After that, the biggest thing I remember is a reign of sheer terror. I wasn’t looking at porn any more, but I was petrified that my dad would tell my mom that I had. Looking back on it now, I’m split on whether he had actually told her or not (I could honestly see it going both ways, now), but as far as young me was concerned, she had no clue. And my fears really weren’t just imaginary- every once in a while he would make smirking comments or insinuations. At the dinner table, watching a TV show, suddenly my stomach would drop and I would become a ball of panic, desperately worried my mom would understand what he was insinuating, or ask a question and everything would come out. I still don’t know if that was innocuous or malevolent. It could very well be the case that my parents both knew and felt pretty at ease with the knowledge, joking about it slyly without ever realizing it was tearing me up inside. Or maybe he knew exactly what he was doing, trying to shame and torment me in a mean-spirited dad way (I do want to clarify that my father has never been abusive, neither physically nor verbally/emotionally).

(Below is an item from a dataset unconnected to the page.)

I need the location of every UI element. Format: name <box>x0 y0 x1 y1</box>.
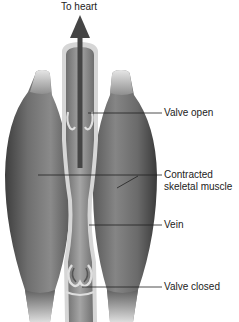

Whichever the case, I honestly do feel like I must have become more withdrawn. I remember distinctly lying on the floor one night with the news on, when they did a promo for some 60 Minutes-esque investigation about kids accessing pornography. I remember well being paralyzed, needing desperately to be so still, so unresponsive in my face that they wouldn’t even notice me there, that I couldn’t get up and leave lest it look suspicious. It wasn’t just something that on-the-nose, either. Anything sexual on TV (and we’re really just talking PG-13 here; basic cable with my parents) made me feel extremely uncomfortable if dad was around.
Fast-forward a bit (I honestly couldn’t tell you how long) and I stumbled upon what was eventually to become my salvation: my parents’ porn. It might have been accidental (putting away their laundry, perhaps) or deliberate snooping (I’d found- and tried on- my mother’s lingerie a while back), but smushed back in my dad’s chest of drawers were exactly two old (80’s-ish looking) Penthouse letters. Not to be outdone, I found two books in my mom’s closet- Nancy Friday’s “My Secret Garden” and “Forbidden Flowers”. (At least, I assumed ownership was divvied up this way, although who really knows for sure?). It was an amazing moment. First off, I had porn again! But more importantly, I had protection. Now, if my dad ever threatened to let my secret spill, I could toss it right back in his (and my mom’s) faces. They’d be hypocrites! How could it be wrong for me to do it if they did, too? I just remember such . . . relief. A small part of me probably felt reassured in my normalcy, too, but really, my reaction was just knowing that I didn’t have to be so fearful anymore.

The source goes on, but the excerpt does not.